More important, this focus on limited space gives historical meaning to the small, white caption in the upper-right hand corner of the advertisement informing us that we are at the well-known, former federal prison on Alcatraz Island in San Francisco. For, located at what is nearly the westernmost point of the continental United States, it dawns on us that we, Americans, have run out space (or, at least, desirable space). The frontier, as Frederick Jackson Turner argued, no longer exists. Limits, it seems, have at last been discovered. And with this realization, the myth of westward expansion can be no more.

Yet this news will serve as no impasse for BoConcept, a global company based in Denmark that specializes in "urban design." Adopting the motto "no limits in small spaces," BoConcept here provides consumers with a practical solution to this problem of space: multifunctionality.

Thus, the image below the three prison cells of a sofa that co-opts as an air mattress and a coffee table that serves as both a storage unit and a place where you can eat your meals. These products and others like them draw their power from what Barthes would call their ability to turn themselves into "a multitude of more and more startling objects" (97) that ultimately become "a spectacle to be deciphered" (97): they are life-size puzzle pieces. And unlike plastic, which demands a machine for its "transmutation of matter" (97), this time the consumer himself assumes the place of the machine.

Pay no attention to their exorbitant—although here discounted—cost: this is the price we must pay to function in a world with rapidly diminishing Lebensraum. This is a universal problem, and BoConcept provides a universal solution.

But hasn't this always been a world of "anything can be"? In other words, is multifunctionality anything but an always-has-been concept? The buffalo, for instance, provided almost everything that the Plains Indians needed to stay alive, including food, tools, and clothes—that is, before we Americans began our westward expansion. And this is just one example of our natural tendencies as humans to look for multifunctional uses.

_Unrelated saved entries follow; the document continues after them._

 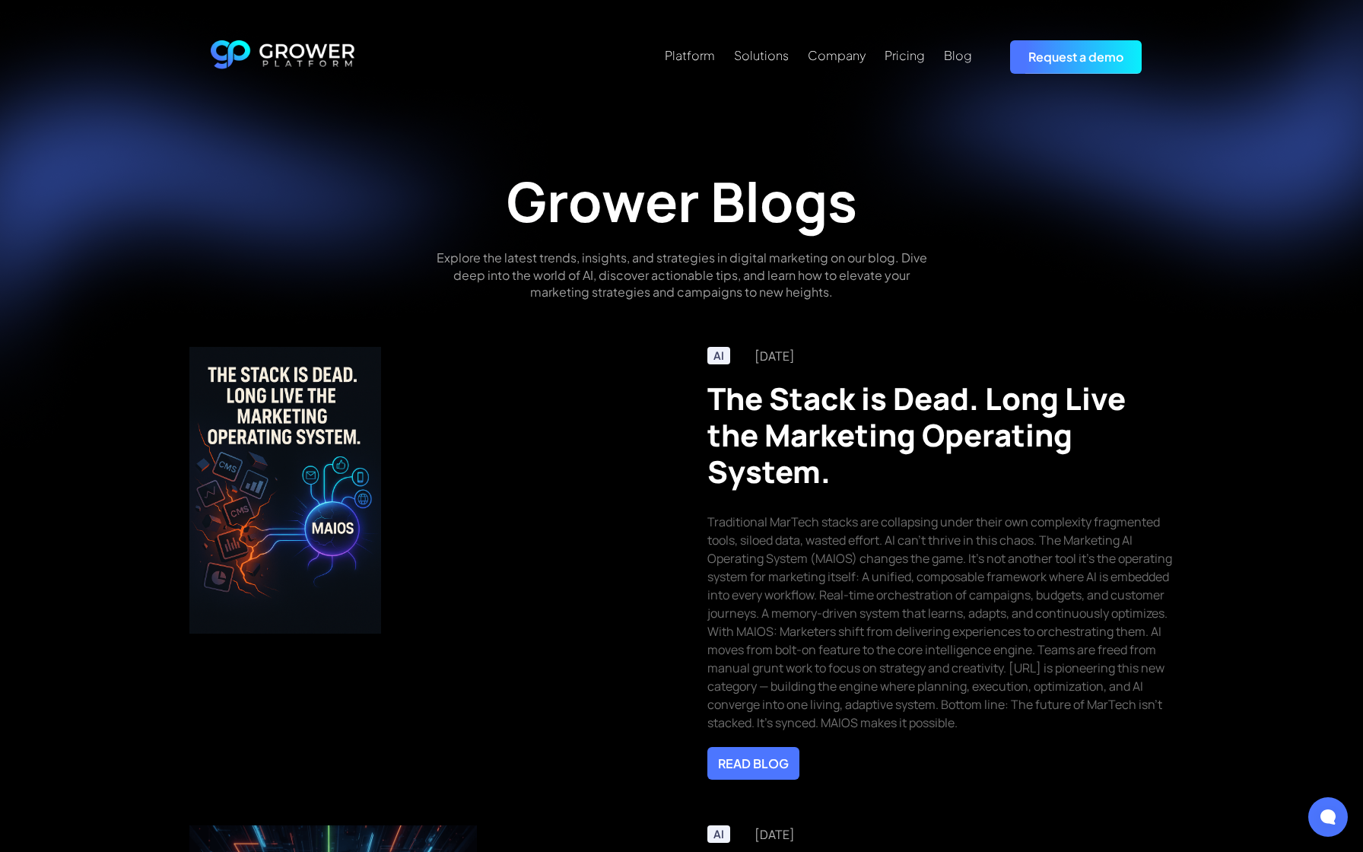 I want to click on div: Solutions, so click(x=761, y=55).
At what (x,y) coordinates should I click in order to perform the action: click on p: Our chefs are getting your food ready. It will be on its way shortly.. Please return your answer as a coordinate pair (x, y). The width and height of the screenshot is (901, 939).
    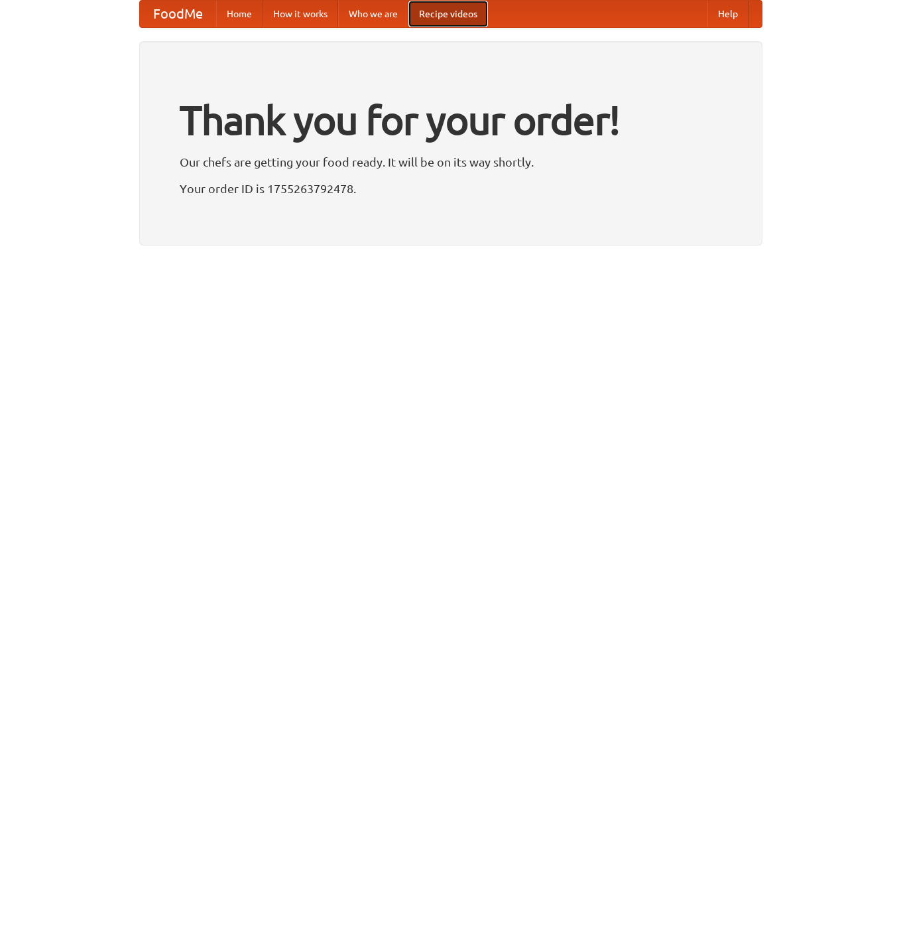
    Looking at the image, I should click on (451, 162).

BoConcept has simply taken this natural process and turned it on its head by commodifying it. Will they soon be asking us to defecate into the same object that we use to brush our teeth and wash our face, all for the sake of multifunctionality? But perhaps this is a line of inquiry not worth pursuing, because at the system of signs, BoConcept's multifunctional furniture amounts to nothing more than a tautology in a world where everything already is and always has been multifunctional.